Push out - suck in - repeat.
It works a lot better than a geyser pump, especially with the small amount of energy I have available.
More heat is your best answer, after that - less volume/liquid/narrower-bore. You want this to run continuously without the pinch I think.
L
What closing and opening the flow does is turn the vapour / liquid boundary into a kind of piston by proxy. With a constant vapour stream that boundary doesn't move much, so there's not a lot of pumping action. But when the feed is cut off the bubbles collapse, sucking in the liquid, like a piston withdrawing. When it's opened the bubbles force the liquid back again, like a piston extending.
I've tried all kinds of different permutations on this, and this setup is by far the most effective. If I can just get this on off thing sorted...
If that is the case, get a cheap coffee-machine and observe how that functions. Then utilise the non-return-valve from it.
L
I've been using little removable valves from bike inner tubes. They work pretty good. Also playing round with bearings and washers, which don't seal quite as well but are still fairly useable.
L
Their dynamic is a bit different to mine, in that they blow out the water which generates the steam with the steam. I don't really want to do this as it takes about 2-3 minutes each time to get my ethanol boiling, and there's only 20 ml in the boiler. I want to do up to 25 corrections at 50 - 100 ml per correction.
So I need to isolate off the 20 ml of ethanol and utilise all the vapour it generates to pump the rest of the eths. Therefore the flow of vapour needs to be switched on and off, to mimic the 'all the water in - all the water out' thing that the coffee maker does.
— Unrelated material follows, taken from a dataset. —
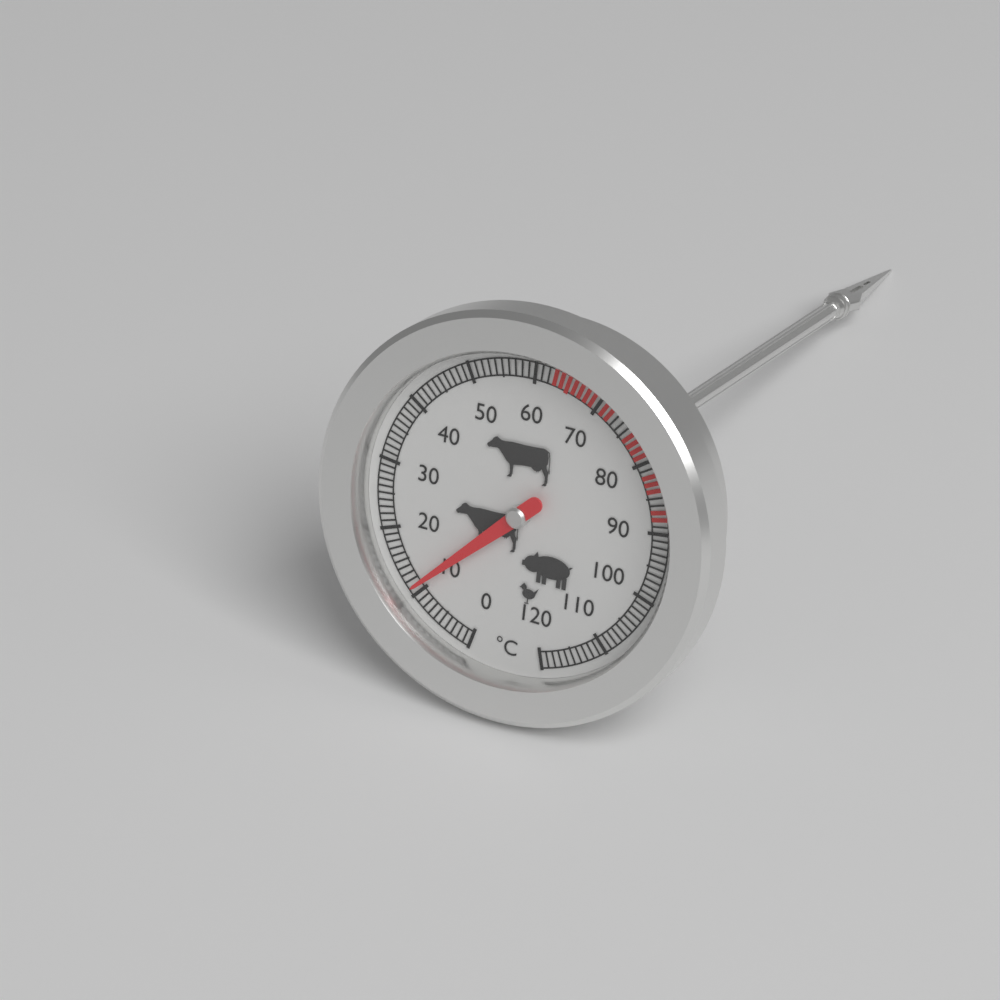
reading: 11 °C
Wouldn't you make better use of the boiled ethanol vapor pressure to drive the turbine instead of it's liquid form splashing back down on the water wheel?
I only need to lift about 100 ml of eths 30 cm in 1 minute, which minus this one last problem it seems to do rather nicely.
The only available energy source is the boiling ethanol itself, heat and pressure. Not a huge amount of either.
But I'm looking to get about .4 Newtons out of 60 Watts, so efficiency and power aren't really issues.